→ WHAT THIS TASK INVOLVES:
Restate verbatim the span of lines below between the line with "This screenshot has width=1565, height=880." and the line with "What do you see at coordinates (520, 83)", including those two lines, and only that span.

→ DATA PROVIDED:
----
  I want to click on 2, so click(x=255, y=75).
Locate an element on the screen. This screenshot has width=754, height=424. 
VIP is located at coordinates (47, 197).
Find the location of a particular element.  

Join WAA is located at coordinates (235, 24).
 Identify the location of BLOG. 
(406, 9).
----
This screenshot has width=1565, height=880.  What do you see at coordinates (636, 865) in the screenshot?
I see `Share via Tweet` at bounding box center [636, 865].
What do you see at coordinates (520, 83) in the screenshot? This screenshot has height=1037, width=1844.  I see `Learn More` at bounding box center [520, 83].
----
→ ANSWER FOR THIS EXERCISE:
This screenshot has width=1565, height=880.  What do you see at coordinates (636, 865) in the screenshot?
I see `Share via Tweet` at bounding box center [636, 865].
What do you see at coordinates (520, 83) in the screenshot? This screenshot has height=1037, width=1844.  I see `Learn More` at bounding box center [520, 83].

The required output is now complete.